Although this latter story of the Queen of Sheba is evidently fabulous, there is no doubt that the Bible story is true, because recent explorers have visited the country of the Queen of Sheba and her old capital Marib, a short distance east of Sanaa, and have brought back inscriptions which tell of the ancient glory of her kingdom. In the Old Testament the Sabaeans lived in Sheba, and their caravans brought gold and precious stones and spices into distant lands. (See Job vi. 19; Ezek. xxvii. 22, and Psalm lxxii. 10.)
On my first and second visit to Sanaa, the high mountain capital of all Yemen, I was privileged to look over into the borders of the country where the Queen of Sheba lived, and on the journey described in Chapter III I probably travelled from the coast by the same road which was used in the days of Solomon. It is not easy to build roads in so mountainous a country. Everywhere one can see the ruins of the old Himyarite civilization which flourished here from the time of Solomon until the Christian era. Some of the roads undoubtedly have been kept in repair ever since they were built along the mountainside by these early engineers. Stone bridges across torrent beds, tanks for holding water, and old castles with inscriptions in the strange language, still witness to the strength and vigour of this old empire. The accompanying picture is not that of the Queen of Sheba herself, but is undoubtedly that of a princess in the Sheba country. It was found among many, many other inscriptions and carvings in the land south of Marib, the old capital, where the famous dyke was built which was destroyed by a flood. When you study the picture, you will notice that the woman’s dress, with its ornaments and without a veil, the use of a throne, the carved pillars, and the page boys (or are they girls?) in waiting, are all so very different from the Arabia of to-day. The picture is also interesting when we remember how the early travellers and scientists who copied or brought back these famous inscriptions have confirmed the history of the Old Testament and its many references to South Arabia. One of them says: “The Queen of Sheba proved Solomon with hard questions, all of which in his wisdom he answered her. Now we who study the Old Testament, reversing the process, go to the wonderland of that queen with a multitude of inquiries, to many of which it has already given us a satisfactory reply.”
The capital of the Queen of Sheba, Marib, is largely in ruins, but something of the glory of the old civilization still lingers at Sanaa, which is at once one of the most beautiful and one of the most ancient cities of Arabia, built before the time of Solomon. It lies in a wide valley 7,250 feet above sea level. Jebel Nakum, with its marble quarries, rises abruptly like a fortress, just east of the city. The town is surrounded by a high wall, and has four gates. The houses are many of them four and five stories high, built of stone, and as they have no window-glass, they use slabs of alabaster instead. The population of the city is about fifty thousand, of whom more than twenty thousand are Jews.
A picture carved in stone 2,000 years old, with its inscription, from the land of Sheba
My first visit to the city was in 1891, and the second in 1894. The first time I came straight up from Hodeida through Menakha, and in four days reached the city. The second journey was from Aden northward, leaving on July 2d, but what with delays and accidents and imprisonment by the Turks at Taiz, I did not reach Yemen’s capital until the 2d of August. The most surprising thing about Sanaa is not its old ruins, nor the wonderful fertility of the country round about, but the interesting character of its population. Here was a large city full of Jews who came to this part of the world, as they themselves testified, long before the destruction of Jerusalem; Greek merchants were carrying on a brisk trade in all the manufactured articles of Europe with the Arabs of the interior; Turkish army officials in splendid uniform trying in vain, as they are to-day, with their regiments of Turkish troops to put down Arab rebellions; and then the Arabs themselves, men, women and children, strong mountaineers, with love for liberty and heartily despising the government of which they are unwilling subjects.
Looking northward from this city you can see the highlands of Asir and the distant road that leads through Nejran. All this country was once Christian, and in Sanaa itself stood the great cathedral built by the Abyssinian king, Abraha, about the time when Mohammed was born. From Sanaa he led his army to Mecca, hoping to take the city and convert it to the Christian faith, but he was not successful. In the Koran chapter of “The Elephant,” you may read how the Christians were defeated when smallpox broke out among them. Standing on the slopes of Jebel Nakum and looking eastward, the country of the Queen of Sheba is spread out before you. You can imagine I was very sorry that, having been robbed of all my money on the way, it was impossible to carry out my plan of going from Sanaa to Marib, and from there right across Arabia to Bahrein. Perhaps some of you who read these lines will be privileged to make this journey. If you are, you will pass through some of the most interesting ruins in the world, and the hardships of a camel journey will be abundantly compensated by what you see on the road.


● Task directions
Take the line that contains "Detect the region containing footwear." as the first and the last line of the material as the final one; set down exactly the lines in that span.

::::::

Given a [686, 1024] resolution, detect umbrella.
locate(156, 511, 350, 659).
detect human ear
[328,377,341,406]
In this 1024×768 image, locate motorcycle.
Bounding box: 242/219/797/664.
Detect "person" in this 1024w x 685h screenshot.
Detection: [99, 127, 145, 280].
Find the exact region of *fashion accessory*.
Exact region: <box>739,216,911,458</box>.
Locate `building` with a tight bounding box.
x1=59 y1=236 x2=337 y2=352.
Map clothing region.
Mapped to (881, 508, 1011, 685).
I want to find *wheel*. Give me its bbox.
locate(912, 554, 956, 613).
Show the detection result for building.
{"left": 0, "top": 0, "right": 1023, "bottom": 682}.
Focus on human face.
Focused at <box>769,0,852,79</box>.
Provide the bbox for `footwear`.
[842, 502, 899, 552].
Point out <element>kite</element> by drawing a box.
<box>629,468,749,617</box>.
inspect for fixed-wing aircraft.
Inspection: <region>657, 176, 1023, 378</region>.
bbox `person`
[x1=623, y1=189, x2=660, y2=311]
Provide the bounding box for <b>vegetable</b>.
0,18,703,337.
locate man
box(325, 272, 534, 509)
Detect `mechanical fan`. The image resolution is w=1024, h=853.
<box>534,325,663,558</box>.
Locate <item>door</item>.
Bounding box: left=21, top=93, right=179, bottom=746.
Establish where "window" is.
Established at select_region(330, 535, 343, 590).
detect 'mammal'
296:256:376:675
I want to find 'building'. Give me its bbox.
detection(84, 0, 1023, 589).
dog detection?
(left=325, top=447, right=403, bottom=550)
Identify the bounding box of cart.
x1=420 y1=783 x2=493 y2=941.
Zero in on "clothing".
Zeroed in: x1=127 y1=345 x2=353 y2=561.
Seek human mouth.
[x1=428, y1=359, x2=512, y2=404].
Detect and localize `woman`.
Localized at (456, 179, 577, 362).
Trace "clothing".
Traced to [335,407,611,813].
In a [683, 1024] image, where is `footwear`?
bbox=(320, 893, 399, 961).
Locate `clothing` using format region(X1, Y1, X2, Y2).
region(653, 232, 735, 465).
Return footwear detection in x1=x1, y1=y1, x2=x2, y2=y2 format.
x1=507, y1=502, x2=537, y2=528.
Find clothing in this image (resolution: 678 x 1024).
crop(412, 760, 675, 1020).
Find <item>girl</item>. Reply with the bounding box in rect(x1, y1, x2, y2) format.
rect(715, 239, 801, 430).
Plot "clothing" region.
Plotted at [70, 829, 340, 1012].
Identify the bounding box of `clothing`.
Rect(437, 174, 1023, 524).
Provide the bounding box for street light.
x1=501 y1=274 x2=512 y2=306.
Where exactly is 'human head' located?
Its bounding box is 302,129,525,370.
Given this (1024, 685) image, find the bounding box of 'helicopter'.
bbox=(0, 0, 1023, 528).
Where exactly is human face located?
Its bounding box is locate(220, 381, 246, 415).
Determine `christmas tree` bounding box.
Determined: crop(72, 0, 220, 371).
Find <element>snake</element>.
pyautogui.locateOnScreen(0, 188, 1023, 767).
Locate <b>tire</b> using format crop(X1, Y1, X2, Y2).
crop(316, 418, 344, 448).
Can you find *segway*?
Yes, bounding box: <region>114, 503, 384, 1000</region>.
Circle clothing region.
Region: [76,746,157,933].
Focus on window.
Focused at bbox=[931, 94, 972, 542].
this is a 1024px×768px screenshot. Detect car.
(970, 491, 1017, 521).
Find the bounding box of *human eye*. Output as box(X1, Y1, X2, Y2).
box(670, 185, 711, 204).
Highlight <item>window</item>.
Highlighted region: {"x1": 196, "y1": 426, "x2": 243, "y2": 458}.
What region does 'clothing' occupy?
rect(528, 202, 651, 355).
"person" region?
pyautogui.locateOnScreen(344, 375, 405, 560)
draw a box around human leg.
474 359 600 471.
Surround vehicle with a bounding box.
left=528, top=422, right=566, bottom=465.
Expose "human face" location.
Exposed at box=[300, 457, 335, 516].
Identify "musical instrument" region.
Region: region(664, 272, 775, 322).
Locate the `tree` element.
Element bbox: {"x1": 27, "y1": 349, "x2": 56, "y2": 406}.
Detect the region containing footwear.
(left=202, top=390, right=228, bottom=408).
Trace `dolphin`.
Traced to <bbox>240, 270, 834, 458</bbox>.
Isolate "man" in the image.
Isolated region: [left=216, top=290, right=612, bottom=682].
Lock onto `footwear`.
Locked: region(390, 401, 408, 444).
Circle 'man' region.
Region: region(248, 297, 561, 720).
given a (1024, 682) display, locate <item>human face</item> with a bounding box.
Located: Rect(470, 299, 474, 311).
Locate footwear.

::::::

● Output of the task
Detect the region containing footwear.
(left=202, top=390, right=228, bottom=408).
Trace `dolphin`.
Traced to <bbox>240, 270, 834, 458</bbox>.
Isolate "man" in the image.
Isolated region: [left=216, top=290, right=612, bottom=682].
Lock onto `footwear`.
Locked: region(390, 401, 408, 444).
Circle 'man' region.
Region: region(248, 297, 561, 720).
given a (1024, 682) display, locate <item>human face</item> with a bounding box.
Located: Rect(470, 299, 474, 311).
Locate footwear.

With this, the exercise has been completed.